March 3

Departed the Big Easy headed east into Mississippi on I-10. Today was a short drive of only about 2 hours including stopping at the Mississippi VIC near the border. The VIC is in a very nice rest stop area that is also the driveway to the NASA Stennis Facility which I guess is a science center although I can’t be sure because we didn’t go there. Mississippi is actually quite pretty (at least along I-10) but the ground is close to the water table or sea level unless their civil engineering is faulty. Nothing seems to drain and there is standing water everywhere – on the freeway, on the roads and, most importantly, in the campground where we stopped for the next few days. The place is called Martin Lake but the lake just seems to be a suspiciously regular square excavation where water collects. They offer free fishing w/o a license which is of absolutely no importance to an angler like me. Our campsite was only covered by an inch or two of water surrounded by bog-like lawn areas. The humidity is ferocious; 80% or more.

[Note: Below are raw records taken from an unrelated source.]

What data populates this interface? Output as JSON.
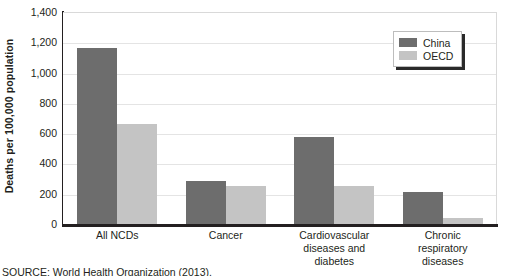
{
  "chart_data": {
    "type": "bar",
    "title": "",
    "subtitle": "",
    "xlabel": "",
    "ylabel": "Deaths per 100,000 population",
    "ylim": [
      0,
      1400
    ],
    "yticks": [
      "0",
      "200",
      "400",
      "600",
      "800",
      "1,000",
      "1,200",
      "1,400"
    ],
    "ytick_values": [
      0,
      200,
      400,
      600,
      800,
      1000,
      1200,
      1400
    ],
    "grid": true,
    "legend_position": "top-right",
    "categories": [
      "All NCDs",
      "Cancer",
      "Cardiovascular diseases and diabetes",
      "Chronic respiratory diseases"
    ],
    "category_label_lines": [
      [
        "All NCDs"
      ],
      [
        "Cancer"
      ],
      [
        "Cardiovascular",
        "diseases and",
        "diabetes"
      ],
      [
        "Chronic",
        "respiratory",
        "diseases"
      ]
    ],
    "series": [
      {
        "name": "China",
        "color": "#6d6d6d",
        "values": [
          1160,
          285,
          575,
          210
        ]
      },
      {
        "name": "OECD",
        "color": "#c4c4c4",
        "values": [
          660,
          250,
          250,
          40
        ]
      }
    ]
  },
  "legend": {
    "items": [
      {
        "label": "China",
        "color": "#6d6d6d"
      },
      {
        "label": "OECD",
        "color": "#c4c4c4"
      }
    ]
  },
  "source": {
    "text": "SOURCE: World Health Organization (2013)."
  },
  "colors": {
    "china": "#6d6d6d",
    "oecd": "#c4c4c4",
    "axis": "#231f20",
    "gridline": "#e4e4e4",
    "plot_border": "#d9d9d9"
  }
}
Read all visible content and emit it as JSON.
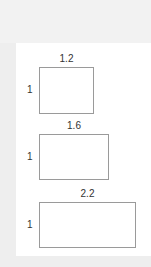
{
  "rectangles": [
    {
      "width_label": "1.2",
      "height_label": "1"
    },
    {
      "width_label": "1.6",
      "height_label": "1"
    },
    {
      "width_label": "2.2",
      "height_label": "1"
    }
  ]
}
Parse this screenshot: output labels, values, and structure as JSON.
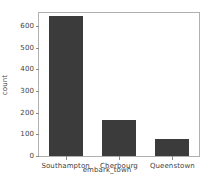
{
  "chart_data": {
    "type": "bar",
    "title": "",
    "categories": [
      "Southampton",
      "Cherbourg",
      "Queenstown"
    ],
    "values": [
      644,
      168,
      77
    ],
    "series": [
      {
        "name": "count",
        "values": [
          644,
          168,
          77
        ]
      }
    ],
    "xlabel": "embark_town",
    "ylabel": "count",
    "ylim": [
      0,
      660
    ],
    "xlim": [
      -0.5,
      2.5
    ],
    "yticks": [
      0,
      100,
      200,
      300,
      400,
      500,
      600
    ],
    "ytick_labels": [
      "0",
      "100",
      "200",
      "300",
      "400",
      "500",
      "600"
    ],
    "xtick_labels": [
      "Southampton",
      "Cherbourg",
      "Queenstown"
    ],
    "grid": false,
    "legend": false,
    "legend_position": "none",
    "bar_color": "#3b3b3b",
    "axes_edge_color": "#b0b0b0",
    "background_color": "#ffffff",
    "tick_color": "#8a8a8a",
    "text_color": "#3f3f3f"
  }
}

Since we arrived early, we took a spin through Biloxi’s waterfront and continued into the same in Gulfport, an adjacent community. The first thing I noticed was that there seemed to be an extraordinary amount of beachfront property directly across the highway (Hwy 90) from the Gulf of Mexico that only had a few beautiful mansions standing on it. After a bit of thinking I realized that all the vacant property was only vacant after 2005, the year of Hurricane Katrina which delivered a glancing blow to New Orleans but hit Biloxi and Gulfport directly in the teeth. Virtually nothing stands between Hwy 90 and the rail tracks about 6 or 8 blocks north of the shore. A great deal of construction has generated many new houses, rebuilt in exactly the same spot where they were washed away before. Casinos used to be located on river boats but now are brand new large-scale developments built on the shore. The river boat flotsam is probably in Tennessee.
Water kept forming on Charlotte’s windshield and Peg & I were hard pressed to determine if it was light rain or just the humidity hitting our cold glass. If it is this gooey when the temperature is 78 degrees, I wonder how awful it must be in the summer.